I think this
"* The software is pretty specific to my requirements."
is the biggest part for me. I built something with Antigravity over the holidays that I can use for myself and it solves my use case.
I tried thinking about if this can be helpful for others and pushed it a bit further into a version that could be hosted. Which does not make that much sense because it is a computationally intense numerical solver for thermal bridges and just awfully slow on a free hosted platform.
But the project was a couple of evenings and would otherwise haven taken me half a year to complete (and thus never been done).
I used it with gemini 3 in tandem to build an app to simulate thermal bridges because I want to insulate a house. I explored this in various directions and there are some functionalities not completed or sound, but the main part is good and tested against ISO/DIN test cases for this kind of problem.
You can try it here, although the numeric simulations take quite a while in the cloud app
Disclaimer: I'm not a programmer or software engineer. I have a background in physics and understand some scripting in python and basic git. The code is messy at the moment because I explored/am still exploring to port it to another framework/language
This is exactly the idea behind the concept of a memory bank that I think Cline introduced first. It serves as a goto for project overview and current scope and goals the project has.
You might want to get into touch with some museums on science topics to see if they are up to show it. I live in Germany at the moment and know of at least two MINT focused museums that let visitors engage a lot with their (sometimes digital) exhibits and this here checks all the boxes to make a great exhibit.
Very well done, I'll try to see if my children will enjoy that already too.
We've had similar struggles and something like a babboe or urban arrow won't fit.
I was 95% close to ordering a Libelle https://leichtlast.de/
The non-motorized unsplittable version weighs around 20kg, the splittable slightly more, but it is splittable.
I only used it for air-to-air heatpumps (or air conditioners as they are sometimes called). He the data is oretty good. I can't say anything about the other types of heatpumps but I've found the database quite useful.
There's been a recent video by the German "Sendung mit der Maus" (basically how does stuff work for little children) about these kind of generators.
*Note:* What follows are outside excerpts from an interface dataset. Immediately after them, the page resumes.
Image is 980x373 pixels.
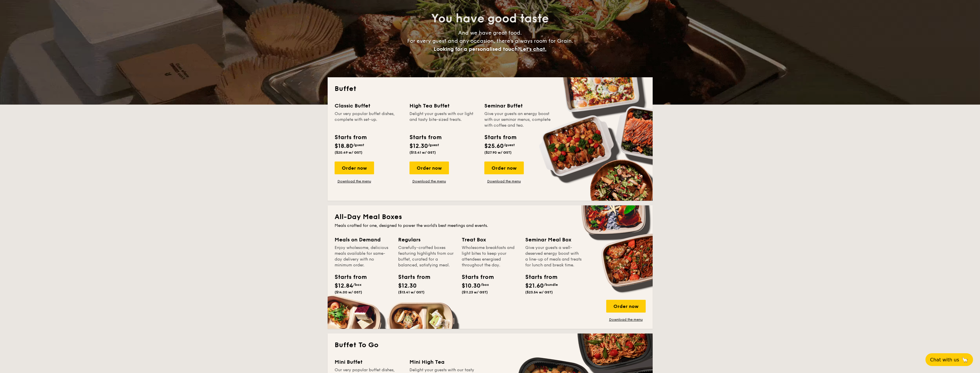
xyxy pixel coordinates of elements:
[335,236,391,244] div: Meals on Demand
[409,143,428,150] span: $12.30
[353,143,365,147] span: /guest
[461,245,519,268] div: Wholesome breakfasts and light bites to keep your attendees energised throughout the day.
[503,143,515,147] span: /guest
[485,111,553,128] div: Give your guests an energy boost with our seminar menus, complete with coffee and tea.
[461,282,481,290] span: $10.30
[335,291,362,294] span: ($14.00 w/ GST)
[485,143,503,150] span: $25.60
[335,111,402,128] div: Our very popular buffet dishes, complete with set-up.
[409,101,477,109] div: High Tea Buffet
[398,273,425,282] div: Starts from
[335,101,402,109] div: Classic Buffet
[409,179,449,184] a: Download the menu
[606,299,646,313] div: Order now
[485,101,553,109] div: Seminar Buffet
[335,213,646,221] h2: All-Day Meal Boxes
[398,291,425,294] span: ($13.41 w/ GST)
[461,273,488,282] div: Starts from
[606,317,646,322] a: Download the menu
[525,291,553,294] span: ($23.54 w/ GST)
[481,282,489,287] span: /box
[544,282,558,287] span: /bundle
[335,133,366,142] div: Starts from
[925,353,973,366] button: Chat with us🦙
[525,236,582,244] div: Seminar Meal Box
[335,84,646,93] h2: Buffet
[409,161,449,174] div: Order now
[409,151,436,154] span: ($13.41 w/ GST)
[398,282,417,290] span: $12.30
[408,30,573,52] span: And we have great food. For every guest and any occasion, there’s always room for Grain.
[398,236,455,244] div: Regulars
[409,358,477,366] div: Mini High Tea
[520,46,546,52] span: Let's chat.
[335,245,391,268] div: Enjoy wholesome, delicious meals available for same-day delivery with no minimum order.
[431,12,549,26] span: You have good taste
[335,358,402,366] div: Mini Buffet
[335,222,646,229] div: Meals crafted for one, designed to power the world's best meetings and events.
[930,357,959,362] span: Chat with us
[525,245,582,268] div: Give your guests a well-deserved energy boost with a line-up of meals and treats for lunch and br...
[398,245,455,268] div: Carefully-crafted boxes featuring highlights from our buffet, curated for a balanced, satisfying ...
[335,179,374,184] a: Download the menu
[485,179,524,184] a: Download the menu
[409,111,477,128] div: Delight your guests with our light and tasty bite-sized treats.
[485,151,511,154] span: ($27.90 w/ GST)
[434,46,520,52] span: Looking for a personalised touch?
[485,161,524,174] div: Order now
[335,341,646,350] h2: Buffet To Go
[335,143,353,150] span: $18.80
[461,236,519,244] div: Treat Box
[335,282,353,290] span: $12.84
[353,282,362,287] span: /box
[428,143,439,147] span: /guest
[409,133,441,142] div: Starts from
[961,357,968,363] span: 🦙
[525,282,544,290] span: $21.60
[335,273,361,282] div: Starts from
[485,133,516,142] div: Starts from
[461,291,488,294] span: ($11.23 w/ GST)
[525,273,552,282] div: Starts from
[335,151,363,154] span: ($20.49 w/ GST)
[335,161,374,174] div: Order now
I did not double check if the company in the video is the German one mentioned in the article, but chances are high. Video and subs are in German only, but it's less than 10 minutes and one can see a little how it works.
Maybe just the ones living under the crane while it's lifting stuff over them.
That also assumes people are living under the kites.
I think you're overthinking a short demo video and hats. I doubt anyone fought hard against wearing it, and company liability is different from your own personal risk assessment.
I doubt people will be living under the kites. I doubt there can be anything in the vicinity of the kite flying range for that matter, so no windmills or high tension lines or buildings or anything, which limits this thing's options especially in higher density countries like NL.
Came for this comment. Why is there no COP/SCOP mentioned at all... If you want to get into the market you should be competitive. And the COP of 4.0 you mention is actually the lower end. I'm heating with an AC as air-to-air heatpump now for the second winter and I chose the most efficient that I could get with a SCOP of over 6. And for the first winter I also could reach these numbers.